On May 20, 2021, the Wisconsin Supreme Court limited the tort claims an employee may bring based on alleged conduct that occurred between injuries covered under the state’s workers’ compensation law. The opinion in Graef v. Continental Indemnity Company may support employer arguments to limit employment-related litigation claims brought by employees because worker’s compensation provides an exclusive remedy to employees injured in the course of employment.

Background

On November 1, 2012, Francis Graef was gored by a bull in a livestock yard at his workplace. As a result of his physical injury, Graef developed depression. His employer and his employer’s worker’s compensation insurer, Continental Indemnity Company, did not contest that the physical injury was covered by Wisconsin’s Worker’s Compensation Act. On June 23, 2015, however, Continental rejected a pharmacy’s request for payment when Graef sought a refill of his antidepressant prescription. Graef was unable to pay for the antidepressant himself. On August 9, 2015, he attempted suicide and sustained a gunshot injury.

Graef subsequently filed a tort claim in circuit court that alleged Continental had negligently refused to authorize payment for the antidepressant medication refill. Graef claimed that Continental’s legal duty was established by its responsibility to pay for the prescription under the state worker’s compensation act. In response to the employee’s tort action, the insurance carrier moved for summary judgment at the outset of the case.

The Court’s Analysis

The Wisconsin Supreme Court held that Wisconsin’s Worker’s Compensation Act precluded Graef’s tort claim against Continental because it provided his exclusive remedy. The court explained that under the act,

[E]mployers and worker’s compensation insurance carriers have a duty to pay for a subsequent injury that naturally flows from a covered workplace injury, including any injury caused or worsened by the treatment, or lack of treatment, of the original work-related injury.

The court then expounded that when these conditions are met, the Worker’s Compensation Act provides the employee’s “exclusive remedy,” as provided by the statute. In analyzing Graef’s allegations, the court stated that he “present[ed] an unbroken chain of events” beginning with his November 1, 2012, injury and concluding with his suicide attempt on August 9, 2015. According to the court, the gunshot wounds he suffered as a result of that suicide attempt were “a direct result of the original workplace accident” and subject to coverage by the act.

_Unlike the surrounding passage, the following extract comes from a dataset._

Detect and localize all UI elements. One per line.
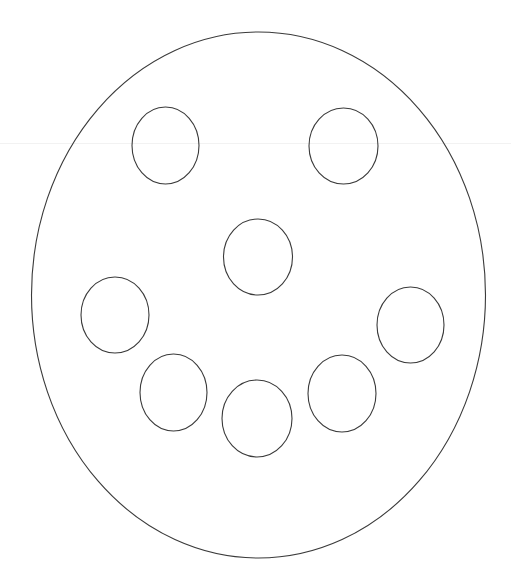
- face-drawing-canvas: [0, 0, 511, 583]
- background: [0, 0, 511, 583]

The court rejected Graef’s argument that Continental had broken the “causal chain” when it rejected payment of the prescription refill on June 23, 2015, because, the court reasoned, Continental’s duty to Graef arose out of the fact that his depression was caused by his workplace injury. The court also concluded that Continental did not have to concede Graef would succeed in bringing his worker’s compensation claim in order for the court to dismiss his tort claim. Rather, Continental was entitled to litigate in the proper forum where Graef would have to prove his allegations that Continental was obligated to pay for his antidepressant and that its failure to do so had led to injuries sustained during his suicide attempt, for which Continental therefore would also be responsible.

Key Takeaways

The Graef case reminds Wisconsin employers to consider raising, as a defense, that an employee’s tort claims are foreclosed by the exclusive remedy of the Worker’s Compensation Act and must be brought in the worker’s compensation forum when the claims are based on conduct arguably flowing from an injury compensable by the worker’s compensation system. This decision may be particularly significant to employers facing tort claims that an employee contracted COVID-19 at work. Employers may want to consider whether such tort claims should have been brought under the Worker’s Compensation Act. As implied by the Wisconsin Supreme Court in Graef, an employer may find the greater likelihood, but lesser expense, of recovery by an employee under the act to be a more attractive forum.